Related Articles: A Plot in Denver

 
 
From Newsweek
  • Financial Follies 2.0

    Nancy Cook 10/6/2009 12:00:00 AM

    One year after the global economic collapse, the United States has yet to adopt any legislation to change the way it oversees or regulates financial industries. Banks that received bail-out money still don't have any restrictions placed on the way they spend the government's cash, and although President Obama wants Congress to create a new consumer financial protection agency to act as a watch dog against unfair lending practices and confusing credit card contracts, the idea has met massive resistance from Washington’s well-funded business lobbyists.

  • The Hunt for a Hidden Bomb Factory

    Mark Hosenball 9/22/2009 12:00:00 AM

    Court documents made public over the weekend by federal authorities accused three men of making false statements to federal investigators when they were recently questioned about the alleged plot. Two of the men, Najibullah Zazi, a 24-year-old Afghan-born U.S. resident, and his father, Mohammed Wali Zazi, 53, live in Denver. The third man, 37-year-old Ahmad Wais Afzali, is an Afghan-born imam living in Queens. The elder Zazi has been released on bail; detention hearings for his son and Afzali are expected later this week. Lawyers for the suspects have said the men have done nothing wrong. Ron Kuby, a lawyer for Afzali, the Queens imam, said that his client had a good working relationship with NYPD officers in his neighborhood. Official papers say the NYPD considered the cleric a "source"; Kuby described him as a "community liaison."

  • Fears for Obama

    Mark Hosenball 10/29/2008 12:00:00 AM

    With the presidential election only days away, federal officials are looking closely for any uptick in threats to presidential candidates from white supremacist or other extremist groups. But in contrast to the pre-election atmosphere of four years ago, U.S. agencies have picked up little "chatter" about looming Islamic terror plots—and scant indications of any imminent pre-election messages from Al Qaeda leaders like Osama bin Laden.

  • JUSTICE

    One Strike And You're Out

    This is no theoretical debate. A new federal law, slipped unobtrusively into a spending bill in September, says that anyone convicted of even a misdemeanor in a domestic-violence incident--ever--is prohibited from owning, carrying or transporting a gun. The law was widely praised then as a quick and easy way to curb an escalation of violent acts against wives and children--and if a cop got caught up, so be it. It also plugged a legal loophole; while felons were already barred from owning guns, most domestic-abuse cases are prosecuted as misdemeanors.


### ACTIVITY
Tally how many lines in the data hold the word "final", and give the result with no other text.

>>>

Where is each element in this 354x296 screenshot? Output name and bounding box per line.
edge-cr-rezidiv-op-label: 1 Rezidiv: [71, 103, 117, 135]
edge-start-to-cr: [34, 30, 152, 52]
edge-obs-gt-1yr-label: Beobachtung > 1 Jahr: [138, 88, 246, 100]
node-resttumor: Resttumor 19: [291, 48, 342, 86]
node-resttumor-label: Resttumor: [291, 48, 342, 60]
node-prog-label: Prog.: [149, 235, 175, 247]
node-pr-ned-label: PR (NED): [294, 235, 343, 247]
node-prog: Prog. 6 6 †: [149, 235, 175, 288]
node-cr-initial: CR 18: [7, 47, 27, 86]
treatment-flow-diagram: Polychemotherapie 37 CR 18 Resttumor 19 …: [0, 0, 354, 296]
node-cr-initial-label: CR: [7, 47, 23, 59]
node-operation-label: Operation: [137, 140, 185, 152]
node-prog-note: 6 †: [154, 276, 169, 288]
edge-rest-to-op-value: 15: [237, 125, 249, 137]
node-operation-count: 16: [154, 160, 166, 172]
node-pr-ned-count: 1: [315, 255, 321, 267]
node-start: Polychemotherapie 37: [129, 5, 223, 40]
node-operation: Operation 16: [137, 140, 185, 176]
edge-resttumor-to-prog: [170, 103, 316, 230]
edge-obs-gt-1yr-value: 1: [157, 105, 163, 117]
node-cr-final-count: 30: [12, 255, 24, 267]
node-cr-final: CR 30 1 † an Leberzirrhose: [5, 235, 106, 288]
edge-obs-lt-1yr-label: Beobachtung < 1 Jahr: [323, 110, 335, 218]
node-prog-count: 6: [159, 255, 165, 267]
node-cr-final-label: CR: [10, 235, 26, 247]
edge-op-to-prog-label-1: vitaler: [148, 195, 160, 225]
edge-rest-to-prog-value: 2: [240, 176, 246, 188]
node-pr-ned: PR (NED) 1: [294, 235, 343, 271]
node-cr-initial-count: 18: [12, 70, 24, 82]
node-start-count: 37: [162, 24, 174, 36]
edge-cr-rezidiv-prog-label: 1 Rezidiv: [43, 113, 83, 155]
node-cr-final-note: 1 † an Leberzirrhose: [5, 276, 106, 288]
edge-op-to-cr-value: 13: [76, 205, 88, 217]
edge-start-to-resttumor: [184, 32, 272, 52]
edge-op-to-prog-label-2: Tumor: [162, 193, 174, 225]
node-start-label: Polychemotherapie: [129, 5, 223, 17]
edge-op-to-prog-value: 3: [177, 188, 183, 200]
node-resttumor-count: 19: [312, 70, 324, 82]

<<<

### EXERCISE ANSWER
4